Still, Hogsett was featured prominently in Democrat mailings endorsing the slated candidates.
Democratic county chair and county recorder Kate Sweeney Bell was one party-endorsed candidate who beat an un-slated opponent in Tuesday’s election. She defeated state Sen. Billie Breaux to become the Democratic nominee for county clerk, setting up a major transition for the party since Bell promised to step down as chair if elected clerk.
In the general election in November, Bell will face Republican Andrew Harrison. But Concerned Clergy of Indianapolis and the Baptist Minister’s Alliance on Wednesday called for her “immediate” resignation.
“Marion County should reform and move to a more equitable process,” the groups said in a joint statement.
Both entities, alongside the Indiana Black Legislative Caucus and the Marion County Black Elected Officials, have been at the forefront of the movement against Bell since before the primary, calling for more equity and criticizing her handling of slating and precinct committee people appointments.
Asked if she wanted slating out or just reformed, state Rep. Cherrish Pryor, D-Indianapolis, said it was up to Bell’s successor.
“We’ll see what happens with the new chair,” said Pryor, who recently led an attempt to limit county elected officials like Bell from also serving as party chair. “It’s what the precinct committee people and the [party] leadership want, whether it’s a complete elimination [of slating], or whether it is a total revamp of the system from the bottom up.”
In one of Election Day’s highest profile victories, un-slated school principal Andrea Hunley claimed an overwhelming 43.8% of votes in the five-way Democratic primary for Indiana Senate District 46, easily topping endorsed candidate and city-county Councilor Kristen Jones at 26%.
Hunley said the day following the election that her win, and others’ as non-slated candidates, indicates that Indianapolis Democrats “have some work to do with the party to come together” That is a task Hunley is willing to tackle, she said.
“I am confident in my ability to work with party leadership to do that and to bring everyone together … We are all Democrats,” Hunley said.
She also said the value of the slating process should be examined.
“Whenever there’s a system or a structure in place, that creates barriers for people of color, for young people, for women, and we have to take a good look at those systems and how we can dismantle them,” Hunley said.
On the county level, faith-based technology sales leader Faith James Kimbrough won the Democratic nomination for county recorder over endorsed candidate and Deputy Recorder Chris Becker.
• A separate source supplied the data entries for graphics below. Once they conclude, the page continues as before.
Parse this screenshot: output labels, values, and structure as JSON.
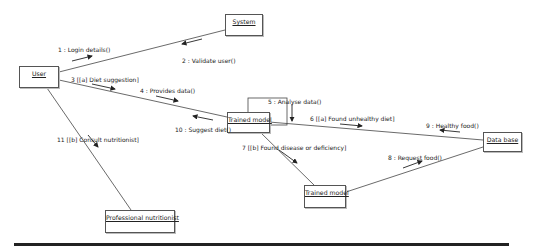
{
  "diagram": {
    "type": "UML communication diagram",
    "nodes": [
      {
        "id": "user",
        "label": "User"
      },
      {
        "id": "system",
        "label": "System"
      },
      {
        "id": "trained_model_1",
        "label": "Trained model"
      },
      {
        "id": "trained_model_2",
        "label": "Trained model"
      },
      {
        "id": "data_base",
        "label": "Data base"
      },
      {
        "id": "professional_nutritionist",
        "label": "Professional nutritionist"
      }
    ],
    "messages": [
      {
        "label": "1 : Login details()",
        "from": "user",
        "to": "system"
      },
      {
        "label": "2 : Validate user()",
        "from": "system",
        "to": "user"
      },
      {
        "label": "3 [[a] Diet suggestion]",
        "from": "user",
        "to": "trained_model_1"
      },
      {
        "label": "4 : Provides data()",
        "from": "user",
        "to": "trained_model_1"
      },
      {
        "label": "5 : Analyse data()",
        "from": "trained_model_1",
        "to": "trained_model_1"
      },
      {
        "label": "6 [[a] Found unhealthy diet]",
        "from": "trained_model_1",
        "to": "data_base"
      },
      {
        "label": "7 [[b] Found disease or deficiency]",
        "from": "trained_model_1",
        "to": "trained_model_2"
      },
      {
        "label": "8 : Request food()",
        "from": "trained_model_2",
        "to": "data_base"
      },
      {
        "label": "9 : Healthy food()",
        "from": "data_base",
        "to": "trained_model_1"
      },
      {
        "label": "10 : Suggest diet()",
        "from": "trained_model_1",
        "to": "user"
      },
      {
        "label": "11 [[b] Consult nutritionist]",
        "from": "user",
        "to": "professional_nutritionist"
      }
    ]
  }
}
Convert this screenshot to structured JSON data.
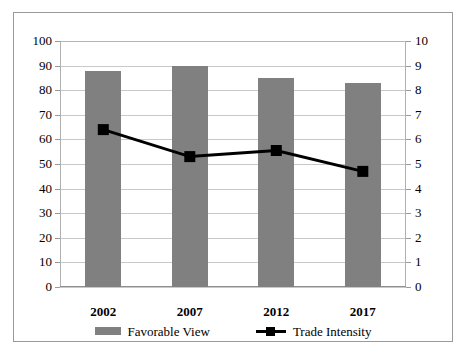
{
  "chart_data": {
    "type": "bar",
    "title": "",
    "subtitle": "",
    "xlabel": "",
    "ylabel": "",
    "categories": [
      "2002",
      "2007",
      "2012",
      "2017"
    ],
    "grid": true,
    "legend_position": "bottom",
    "axes": {
      "left": {
        "label": "",
        "min": 0,
        "max": 100,
        "step": 10,
        "ticks": [
          "0",
          "10",
          "20",
          "30",
          "40",
          "50",
          "60",
          "70",
          "80",
          "90",
          "100"
        ],
        "tick_values": [
          0,
          10,
          20,
          30,
          40,
          50,
          60,
          70,
          80,
          90,
          100
        ]
      },
      "right": {
        "label": "",
        "min": 0,
        "max": 10,
        "step": 1,
        "ticks": [
          "0",
          "1",
          "2",
          "3",
          "4",
          "5",
          "6",
          "7",
          "8",
          "9",
          "10"
        ],
        "tick_values": [
          0,
          1,
          2,
          3,
          4,
          5,
          6,
          7,
          8,
          9,
          10
        ]
      }
    },
    "series": [
      {
        "name": "Favorable View",
        "type": "bar",
        "axis": "left",
        "color": "#808080",
        "values": [
          88,
          90,
          85,
          83
        ]
      },
      {
        "name": "Trade Intensity",
        "type": "line",
        "axis": "right",
        "color": "#000000",
        "marker": "square",
        "values": [
          6.4,
          5.3,
          5.55,
          4.7
        ]
      }
    ]
  },
  "legend": {
    "items": [
      {
        "label": "Favorable View",
        "swatch": "bar-swatch",
        "color": "#808080"
      },
      {
        "label": "Trade Intensity",
        "swatch": "line-marker-swatch",
        "color": "#000000"
      }
    ]
  },
  "colors": {
    "bar": "#808080",
    "line": "#000000",
    "grid": "#c9c9c9",
    "frame_border": "#9a9a9a",
    "background": "#ffffff"
  }
}
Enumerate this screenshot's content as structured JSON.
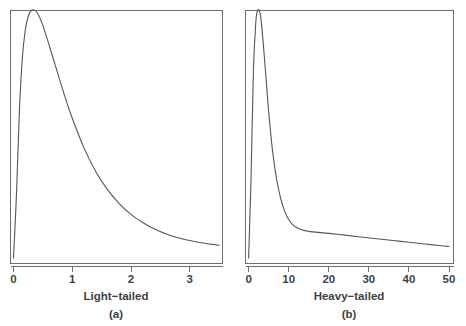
{
  "figure": {
    "background_color": "#ffffff",
    "line_color": "#555555",
    "frame_color": "#6e6e6e",
    "text_color": "#3f3f3f"
  },
  "chart_data": [
    {
      "type": "line",
      "panel_id": "a",
      "caption": "(a)",
      "title": "",
      "xlabel": "Light−tailed",
      "ylabel": "",
      "xlim": [
        -0.06,
        3.55
      ],
      "ylim": [
        0,
        1.0
      ],
      "xticks": [
        0,
        1,
        2,
        3
      ],
      "xticklabels": [
        "0",
        "1",
        "2",
        "3"
      ],
      "yticks": [],
      "yticklabels": [],
      "grid": false,
      "legend": null,
      "series": [
        {
          "name": "light-tailed density",
          "x": [
            0.0,
            0.05,
            0.1,
            0.15,
            0.2,
            0.25,
            0.3,
            0.35,
            0.4,
            0.45,
            0.5,
            0.6,
            0.7,
            0.8,
            0.9,
            1.0,
            1.2,
            1.4,
            1.6,
            1.8,
            2.0,
            2.2,
            2.4,
            2.6,
            2.8,
            3.0,
            3.2,
            3.4,
            3.5
          ],
          "y": [
            0.02,
            0.27,
            0.6,
            0.81,
            0.92,
            0.975,
            0.998,
            1.0,
            0.99,
            0.968,
            0.938,
            0.866,
            0.79,
            0.713,
            0.64,
            0.572,
            0.455,
            0.362,
            0.29,
            0.235,
            0.192,
            0.16,
            0.134,
            0.115,
            0.1,
            0.089,
            0.08,
            0.073,
            0.07
          ]
        }
      ]
    },
    {
      "type": "line",
      "panel_id": "b",
      "caption": "(b)",
      "title": "",
      "xlabel": "Heavy−tailed",
      "ylabel": "",
      "xlim": [
        -0.9,
        51.0
      ],
      "ylim": [
        0,
        1.0
      ],
      "xticks": [
        0,
        10,
        20,
        30,
        40,
        50
      ],
      "xticklabels": [
        "0",
        "10",
        "20",
        "30",
        "40",
        "50"
      ],
      "yticks": [],
      "yticklabels": [],
      "grid": false,
      "legend": null,
      "series": [
        {
          "name": "heavy-tailed density",
          "x": [
            0.0,
            0.6,
            1.2,
            1.8,
            2.2,
            2.6,
            3.0,
            3.6,
            4.2,
            5.0,
            6.0,
            7.0,
            8.0,
            9.0,
            10.0,
            11.0,
            12.0,
            13.0,
            14.0,
            15.0,
            16.0,
            18.0,
            20.0,
            24.0,
            28.0,
            32.0,
            36.0,
            40.0,
            44.0,
            48.0,
            50.0
          ],
          "y": [
            0.02,
            0.33,
            0.76,
            0.952,
            0.996,
            1.0,
            0.975,
            0.88,
            0.76,
            0.6,
            0.44,
            0.33,
            0.255,
            0.205,
            0.172,
            0.152,
            0.14,
            0.133,
            0.128,
            0.125,
            0.123,
            0.12,
            0.117,
            0.11,
            0.103,
            0.096,
            0.089,
            0.082,
            0.075,
            0.068,
            0.065
          ]
        }
      ]
    }
  ],
  "layout": {
    "panel_a": {
      "frame": {
        "x": 10,
        "y": 10,
        "width": 212,
        "height": 253
      },
      "axis_y": 266,
      "tick_length": 5,
      "tick_label_y": 283,
      "axis_title_y": 300,
      "caption_y": 318,
      "center_x": 116
    },
    "panel_b": {
      "frame": {
        "x": 12,
        "y": 10,
        "width": 208,
        "height": 253
      },
      "axis_y": 266,
      "tick_length": 5,
      "tick_label_y": 283,
      "axis_title_y": 300,
      "caption_y": 318,
      "center_x": 116
    }
  }
}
She didn’t respond to IBJ requests for comment.
Other un-slated candidates for smaller roles also emerged victorious.
But Bell’s victory in the race against Breaux, as well as the victories of other slated candidates, could indicate candidates’ individual campaigns won voters, rather than demonstrating wide-scale rejection of the party’s slate.
Still, the fact that some non-slated candidates were successful in this election reaffirms some criticisms made about slating by frustrated Democrats, said Laura Wilson, associate professor of political science at the University of Indianapolis.
“The old justification or explanation of slating was that these are the preferred tenants. These are the candidates that uphold the party’s values, and if you support the party, you would want these candidates,” she said. “But when you see these kinds of election results, I think it does bring it into question.”